Graduation Season

Two weeks ago, my youngest son graduated from high school. Is the point of the ceremony to have the wise elders witness as adolescents take their first steps into adulthood? If so, let me disclose that one of the elders arrived having chosen not to wear sunscreen. The school held an outdoor baccalaureate mass on graduation afternoon, in the full June sun, and for the next several days my pink face and painful hairline served as evidence that age and wisdom are not the same.

The sunscreen was not the only thing I had failed to prepare for. When you parent an infant or toddler, “last” milestones slip by mostly invisible and unnoticed: the last changed diaper, the last time you pick your child up. Nobody puts those on the calendar. Senior year is different. Senior year announces every ending in advance, then gives you months to be weird about it. The last curriculum night, the last football game, the last time I got to watch him play any organized sport — and then finally, on graduation afternoon, the last time we set foot on the high school campus. As I sat watching all the kids in their green robes and silly hats, slowly broiling in the June sun, I kept looking at the walls protectively surrounding us in the quad and thinking, “This is it. After six years,1Our youngest son is not a Steve Holt; he graduated in four years. But his high school years overlapped with his older brother, so as a family, we’ve been involved with the school for six. when we leave today, we’re not coming back.” That hit me harder than I expected.

After all of this buildup, the graduation ceremony itself was an anticlimax. Granted, the school put on a well-rehearsed program in a beautiful venue downtown. But after eighteen years of parenting, thirteen years of schooling, months of realizing we’d done some routine activity for the last time… it all culminated in ten seconds of watching my son walk across the stage to accept… an empty diploma holder. For some reason, they mail the actual diplomas later. Maybe to make sure each student actually met the graduation requirements?

Our son accepts an empty diploma holder on stage at graduation
Our son accepts an empty diploma holder.

If the graduation ceremony was anticlimactic, the immediate aftermath was somehow even worse. As we filed out of the orchestra seating at McCaw Hall to try to find our son in the lobby, I’d foolishly hoped for a meaningful opportunity to pass wisdom from one generation to the next. Instead, what awaited us in the lobby was an insane crowd, extremely bad lighting for photo opportunities, and a young adult impatient to leave his parents and grandparents behind so he could join his friends for the school-sponsored all-night party. Before I knew it, we were left alone.

We talk about graduation as a rite of passage for the child. It’s a rite of passage for parents, too. True, you never stop being a parent, but the nature of the job changes. Our job now is to show up, cheer from the audience, and take the badly lit photos. We offer wisdom when asked, if we have it — but I don’t know when they’ll start asking again! Then we watch as they walk away toward their friends, hopefully on their way to something good… and resist the urge to shout one last reminder about sunscreen.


Work to complete => Search the data for the word "Image" and copy out every line that has it.

Given information =>
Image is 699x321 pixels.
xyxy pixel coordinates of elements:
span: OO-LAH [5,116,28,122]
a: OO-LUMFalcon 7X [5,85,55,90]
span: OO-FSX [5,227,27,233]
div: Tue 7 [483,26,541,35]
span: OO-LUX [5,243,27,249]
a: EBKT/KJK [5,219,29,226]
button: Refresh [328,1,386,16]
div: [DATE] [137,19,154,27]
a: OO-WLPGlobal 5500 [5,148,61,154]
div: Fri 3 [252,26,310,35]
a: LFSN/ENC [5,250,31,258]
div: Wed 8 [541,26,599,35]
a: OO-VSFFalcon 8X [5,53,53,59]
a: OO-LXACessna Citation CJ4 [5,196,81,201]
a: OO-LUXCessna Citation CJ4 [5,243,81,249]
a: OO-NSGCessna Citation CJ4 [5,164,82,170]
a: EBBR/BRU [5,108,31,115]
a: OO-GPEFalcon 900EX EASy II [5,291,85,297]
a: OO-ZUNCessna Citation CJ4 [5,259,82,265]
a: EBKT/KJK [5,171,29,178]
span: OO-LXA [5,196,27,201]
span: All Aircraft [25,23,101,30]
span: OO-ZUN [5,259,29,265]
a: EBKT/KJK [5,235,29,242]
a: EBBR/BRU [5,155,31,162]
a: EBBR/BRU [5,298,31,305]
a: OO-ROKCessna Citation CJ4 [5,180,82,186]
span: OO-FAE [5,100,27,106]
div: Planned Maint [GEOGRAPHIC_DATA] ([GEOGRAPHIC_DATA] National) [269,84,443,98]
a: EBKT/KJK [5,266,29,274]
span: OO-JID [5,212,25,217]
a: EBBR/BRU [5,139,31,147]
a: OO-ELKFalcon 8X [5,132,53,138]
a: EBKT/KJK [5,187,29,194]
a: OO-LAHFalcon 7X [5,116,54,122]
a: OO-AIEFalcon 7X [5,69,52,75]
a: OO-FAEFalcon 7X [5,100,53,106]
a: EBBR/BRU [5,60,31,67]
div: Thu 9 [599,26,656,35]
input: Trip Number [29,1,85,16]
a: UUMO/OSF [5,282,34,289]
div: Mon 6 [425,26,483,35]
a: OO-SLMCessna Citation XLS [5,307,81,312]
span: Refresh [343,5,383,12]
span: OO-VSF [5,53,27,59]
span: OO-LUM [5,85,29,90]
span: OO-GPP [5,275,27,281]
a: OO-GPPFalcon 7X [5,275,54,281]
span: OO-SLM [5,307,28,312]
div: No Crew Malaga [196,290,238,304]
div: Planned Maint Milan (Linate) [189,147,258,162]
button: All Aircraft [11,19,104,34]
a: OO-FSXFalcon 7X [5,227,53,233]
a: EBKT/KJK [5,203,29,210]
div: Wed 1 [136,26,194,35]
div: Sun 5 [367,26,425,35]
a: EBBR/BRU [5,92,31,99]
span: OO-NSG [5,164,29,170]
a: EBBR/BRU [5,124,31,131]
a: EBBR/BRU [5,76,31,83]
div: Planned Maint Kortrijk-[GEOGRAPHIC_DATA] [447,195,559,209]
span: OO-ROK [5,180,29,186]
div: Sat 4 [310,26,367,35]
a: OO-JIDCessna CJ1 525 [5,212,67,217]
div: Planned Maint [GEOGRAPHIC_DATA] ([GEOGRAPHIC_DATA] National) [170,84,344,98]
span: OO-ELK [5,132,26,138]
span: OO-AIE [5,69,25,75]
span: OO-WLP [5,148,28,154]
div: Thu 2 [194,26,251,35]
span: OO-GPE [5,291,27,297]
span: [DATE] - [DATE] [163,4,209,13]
...
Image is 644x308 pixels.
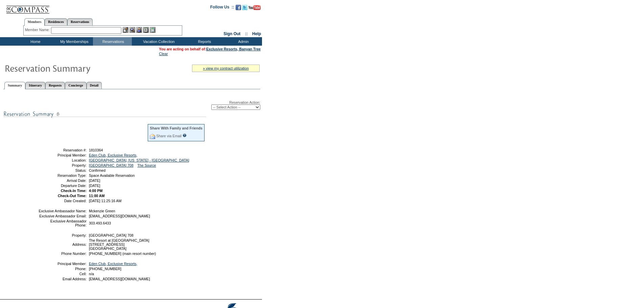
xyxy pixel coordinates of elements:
* * *
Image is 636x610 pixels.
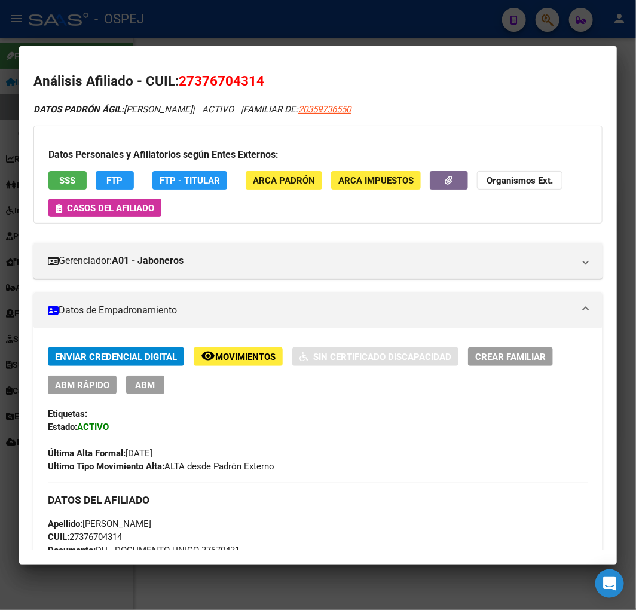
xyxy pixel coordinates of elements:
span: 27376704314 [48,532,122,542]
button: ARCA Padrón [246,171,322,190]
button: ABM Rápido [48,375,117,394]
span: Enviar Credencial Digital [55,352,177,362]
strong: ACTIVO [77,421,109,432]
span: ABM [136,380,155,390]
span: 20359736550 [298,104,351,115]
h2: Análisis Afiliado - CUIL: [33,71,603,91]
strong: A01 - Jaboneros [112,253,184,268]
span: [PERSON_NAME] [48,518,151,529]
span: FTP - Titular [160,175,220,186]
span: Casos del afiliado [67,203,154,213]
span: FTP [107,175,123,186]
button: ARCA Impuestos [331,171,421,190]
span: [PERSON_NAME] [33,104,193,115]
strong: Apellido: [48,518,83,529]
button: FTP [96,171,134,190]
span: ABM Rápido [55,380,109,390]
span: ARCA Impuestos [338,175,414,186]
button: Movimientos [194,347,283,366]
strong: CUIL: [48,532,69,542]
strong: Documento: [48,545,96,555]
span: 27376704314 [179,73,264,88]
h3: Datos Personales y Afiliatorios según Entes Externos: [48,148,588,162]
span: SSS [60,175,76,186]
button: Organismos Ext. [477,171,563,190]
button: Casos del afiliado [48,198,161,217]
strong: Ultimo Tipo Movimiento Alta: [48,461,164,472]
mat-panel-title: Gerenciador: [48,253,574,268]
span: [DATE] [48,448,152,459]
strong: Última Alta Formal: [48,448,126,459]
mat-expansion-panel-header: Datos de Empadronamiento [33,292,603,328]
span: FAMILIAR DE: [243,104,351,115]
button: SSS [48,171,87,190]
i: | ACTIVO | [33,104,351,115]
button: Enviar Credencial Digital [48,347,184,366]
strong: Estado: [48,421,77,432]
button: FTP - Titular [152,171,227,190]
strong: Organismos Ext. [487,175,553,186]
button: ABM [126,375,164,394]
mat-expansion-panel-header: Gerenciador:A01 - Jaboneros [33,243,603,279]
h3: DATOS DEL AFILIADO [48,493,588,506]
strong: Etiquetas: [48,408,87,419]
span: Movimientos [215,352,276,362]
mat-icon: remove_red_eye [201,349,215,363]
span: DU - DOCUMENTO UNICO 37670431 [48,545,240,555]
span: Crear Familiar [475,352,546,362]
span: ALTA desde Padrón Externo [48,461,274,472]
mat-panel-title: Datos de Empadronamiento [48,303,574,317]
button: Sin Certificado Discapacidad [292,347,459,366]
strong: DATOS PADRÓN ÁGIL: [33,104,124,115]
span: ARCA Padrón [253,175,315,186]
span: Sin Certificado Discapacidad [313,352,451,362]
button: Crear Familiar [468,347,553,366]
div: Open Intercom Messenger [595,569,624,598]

Response box =>
Image is 699x321 pixels.
Image is 644x308 pixels.
Image is 636x610 pixels.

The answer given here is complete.